No cases of human illness resulted from the Alexandrium bloom but several shellfish harvest areas had to be closed. The concentration of toxin which exceeds permissible marketing levels is set at 80 micrograms of saxitoxin per 100 grams of shellfish tissue, which is below the concentration causing illness. These levels have been adopted from the US Food and Drug Administration (FDA) regulatory guidelines.

Monitoring Toxin Levels

While the levels for closing a shellfish area are strictly defined it is not always simple to determine how long an area should remain closed. The biotoxin monitoring programme has revealed significant differences between the rates at which various species rid themselves of toxin.

Two sites in the Bay of Plenty have been monitored not only for toxicity levels in the shellfish tissue but also for the presence of the plankton organism in the water since the Alexandrium bloom in January 1993.

Although Alexandrium cells had disappeared by February that year, samples of tuatua were still showing significant quantities of the toxin more than a year later in May 1994. In contrast, green shell mussels, contaminated during a bloom of Alexandrium in Anakoha Bay in summer 1994, completely eliminated the toxin within three weeks.

Research carried out overseas confirms these findings, indicating that surf clams such as tuatua and pipi are likely to retain the toxins for long periods. Analysis of the tuatua body showed that a major proportion of the toxin is contained in its siphon. In analogy to strategies applied by some terrestrial insect larvae, the clams' long-term retention of the toxin could be useful to discourage predation by sea birds or siphon-biting fish.

In New Zealand, the shellfish contaminated by PSP-related toxins has not yet reached levels which would cause serious illness, but if the blooms recur regularly, surf clams like tuatua are likely to quickly accumulate toxin to dangerous levels. Alexandrium species are not only present as swimming, photosynthetically active cells in the plankton but also as resting cysts on the surface of the sediment.

Concealment in Cysts

Cysts of Alexandrium ostenfeldii, for example, are common in sea floor sediments around the entire coast, but are only rarely found in the plankton. These resting stages, however, are capable of surviving unfavourable conditions for years and, given the right environmental stimuli, they can seed new generations of blooms.

In New Zealand sediments no resting stages of Alexandrium minutum could be found, according to Mackenzie, although this species was present during the blooms of 1993 and 1994.

Cysts of Gymnodinium cells could not yet be identified at all and it is not clear whether Gymnodinium species have the ability to form cysts. Karen Steidinger, dinoflagellate expert at the Florida Marine Research Institute suggests, however, that those species which form regular blooms are very likely to have some kind of resting stage to enable them to endure unfavourable conditions.

Spring and summer, with more light for the plankton organism's photosynthesis and rising water temperatures, are the most favourable seasons for algal blooms to start.

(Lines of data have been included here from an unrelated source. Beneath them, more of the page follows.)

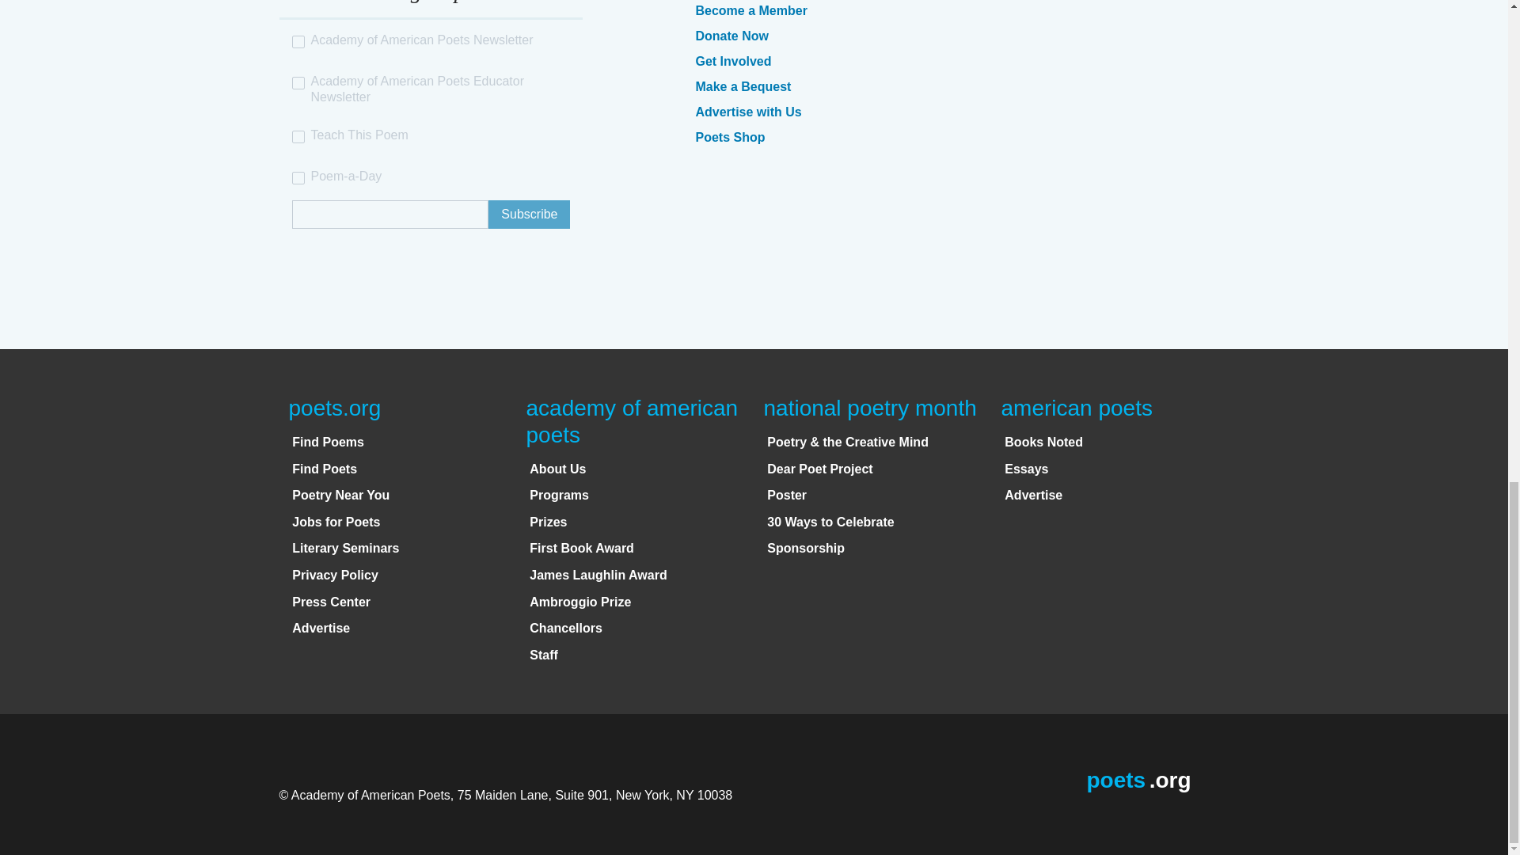 This screenshot has width=1520, height=855. What do you see at coordinates (742, 86) in the screenshot?
I see `Make a Bequest` at bounding box center [742, 86].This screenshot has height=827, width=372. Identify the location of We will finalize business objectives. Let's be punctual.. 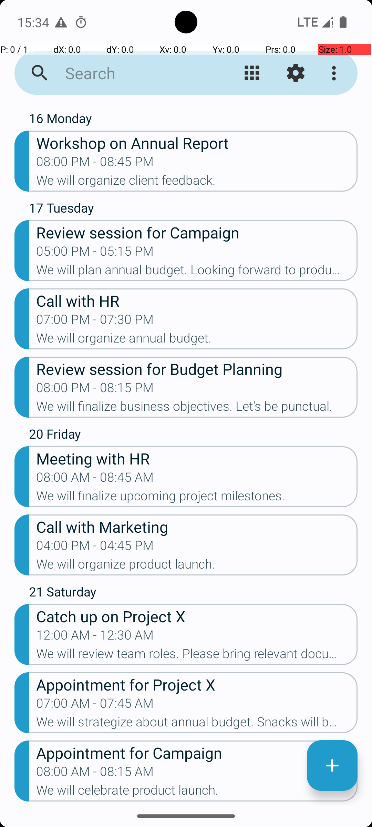
(197, 408).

They can be dominated by either harmless or toxic species.

With the ongoing monitoring of New Zealand's coastal waters the risk of unexpected cases of poisoning is reduced and new blooms will probably be detected early. But where and when they begin is still impossible to predict.

Veronika Meduna is a freelance writer with an interest in science.

Veronika Meduna is a freelance journalist with an interest in science stories.